Smashing Interviews Magazine: So you’re a Christian but not into religion?

B. J. Thomas: Yeah. I mean, I’m kind of a “Do unto others as you would have them do unto you,” and I’m not an adherent to any religion. I have a faith that’s built on “Do unto others.” That’s the way I go about it. Of course, I’m not a Muslim or a Buddhist, but it’s more Christian than anything. I could just never make the church religious kind of thing work, and I realized that the kingdom is within you and without you. I know Christians who will hate to hear that you’re spiritual, and you’re not religious, and they think that’s all bull, but I don’t think Christians are doing very well right now. Religion, as a whole, is failing across the board.

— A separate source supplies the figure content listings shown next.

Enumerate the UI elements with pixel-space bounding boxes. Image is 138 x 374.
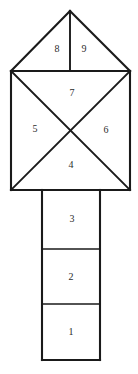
figure-canvas: 1 2 3 4 5 6 7 8 9: [0, 0, 138, 374]
region-label-3: 3: [70, 214, 75, 224]
region-label-2: 2: [69, 272, 74, 282]
region-label-6: 6: [104, 125, 109, 135]
region-label-4: 4: [69, 160, 74, 170]
region-label-7: 7: [70, 88, 75, 98]
region-label-1: 1: [69, 327, 74, 337]
region-label-9: 9: [82, 44, 87, 54]
region-label-8: 8: [55, 44, 60, 54]
region-label-5: 5: [33, 124, 38, 134]
partitioned-figure-diagram: [0, 0, 138, 374]
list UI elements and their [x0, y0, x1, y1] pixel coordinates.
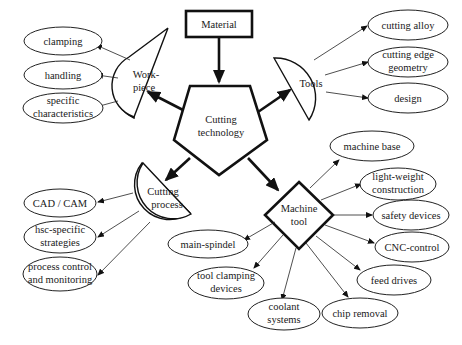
center-line1: Cutting: [205, 114, 237, 125]
svg-text:hsc-specific: hsc-specific: [35, 224, 85, 235]
workpiece-item-handling: handling: [24, 61, 102, 89]
svg-text:geometry: geometry: [388, 62, 428, 73]
svg-text:machine base: machine base: [344, 141, 401, 152]
svg-text:devices: devices: [210, 283, 242, 294]
machine-tool-item-tool-clamping-devices: tool clamping devices: [188, 267, 264, 299]
tools-label: Tools: [299, 78, 322, 89]
svg-text:construction: construction: [372, 184, 425, 195]
workpiece-line2: piece: [133, 82, 155, 93]
svg-text:feed drives: feed drives: [371, 275, 417, 286]
svg-text:chip removal: chip removal: [332, 308, 387, 319]
machine-tool-node: Machine tool: [265, 182, 333, 249]
machine-tool-line1: Machine: [281, 203, 318, 214]
cutting-process-item-hsc-strategies: hsc-specific strategies: [24, 221, 96, 253]
tools-node: Tools: [274, 58, 323, 120]
machine-tool-item-coolant-systems: coolant systems: [248, 298, 320, 330]
svg-text:CNC-control: CNC-control: [385, 242, 440, 253]
svg-text:design: design: [394, 93, 422, 104]
svg-text:handling: handling: [45, 70, 82, 81]
svg-text:strategies: strategies: [40, 237, 80, 248]
machine-tool-item-main-spindel: main-spindel: [168, 230, 248, 258]
svg-text:specific: specific: [47, 95, 80, 106]
svg-text:CAD / CAM: CAD / CAM: [33, 198, 88, 209]
machine-tool-line2: tool: [291, 216, 307, 227]
workpiece-item-specific-characteristics: specific characteristics: [23, 93, 103, 123]
tools-arrow: [258, 90, 290, 112]
cutting-process-arrow: [166, 158, 190, 180]
cutting-process-node: Cutting process: [135, 163, 191, 220]
svg-text:safety devices: safety devices: [381, 210, 440, 221]
svg-text:tool clamping: tool clamping: [197, 270, 256, 281]
svg-text:systems: systems: [267, 314, 300, 325]
tools-item-cutting-edge-geometry: cutting edge geometry: [368, 47, 448, 77]
svg-text:process control: process control: [28, 261, 92, 272]
svg-text:cutting alloy: cutting alloy: [382, 20, 436, 31]
cutting-process-line1: Cutting: [147, 186, 179, 197]
machine-tool-arrow: [248, 158, 278, 190]
workpiece-node: Work- piece: [112, 28, 168, 118]
machine-tool-item-cnc-control: CNC-control: [375, 232, 449, 262]
svg-text:light-weight: light-weight: [372, 171, 423, 182]
cutting-process-line2: process: [151, 199, 183, 210]
tools-item-design: design: [368, 83, 448, 113]
workpiece-arrow: [148, 92, 183, 110]
svg-text:clamping: clamping: [43, 36, 83, 47]
svg-text:coolant: coolant: [269, 301, 300, 312]
cutting-process-item-cad-cam: CAD / CAM: [24, 189, 96, 217]
machine-tool-item-chip-removal: chip removal: [322, 298, 398, 328]
machine-tool-item-feed-drives: feed drives: [357, 265, 431, 295]
cutting-technology-diagram: Material Cutting technology Work- piece …: [0, 0, 462, 345]
svg-text:characteristics: characteristics: [33, 108, 93, 119]
machine-tool-item-safety-devices: safety devices: [373, 200, 449, 230]
svg-text:main-spindel: main-spindel: [181, 239, 236, 250]
workpiece-line1: Work-: [133, 69, 160, 80]
center-line2: technology: [198, 127, 245, 138]
svg-text:and monitoring: and monitoring: [28, 274, 93, 285]
svg-text:cutting edge: cutting edge: [382, 49, 434, 60]
machine-tool-item-machine-base: machine base: [330, 131, 414, 161]
tools-item-cutting-alloy: cutting alloy: [368, 10, 448, 40]
machine-tool-item-light-weight-construction: light-weight construction: [360, 168, 436, 200]
material-box: Material: [186, 11, 252, 37]
material-label: Material: [201, 19, 237, 30]
cutting-process-item-process-control: process control and monitoring: [23, 257, 97, 291]
workpiece-item-clamping: clamping: [24, 27, 102, 55]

You know what I’m saying.

Smashing Interviews Magazine: A commentary about the current political climate?

B. J. Thomas: Just terrible (laughs). Just the worst. Get out there and vote.

Smashing Interviews Magazine: B. J., do you have any other upcoming projects?

B. J. Thomas: No, not really. We’re going to get into that recording, and that’s going to turn into a whole great thing. I don’t know how long it’ll take, but I can’t wait to get into it, write the songs and get all that done. I’m just waiting to get back on the road. I’m stressed out about my band, so I’m looking forward to seeing what the vaccine’s going to look like so we can get back out and get back to normal.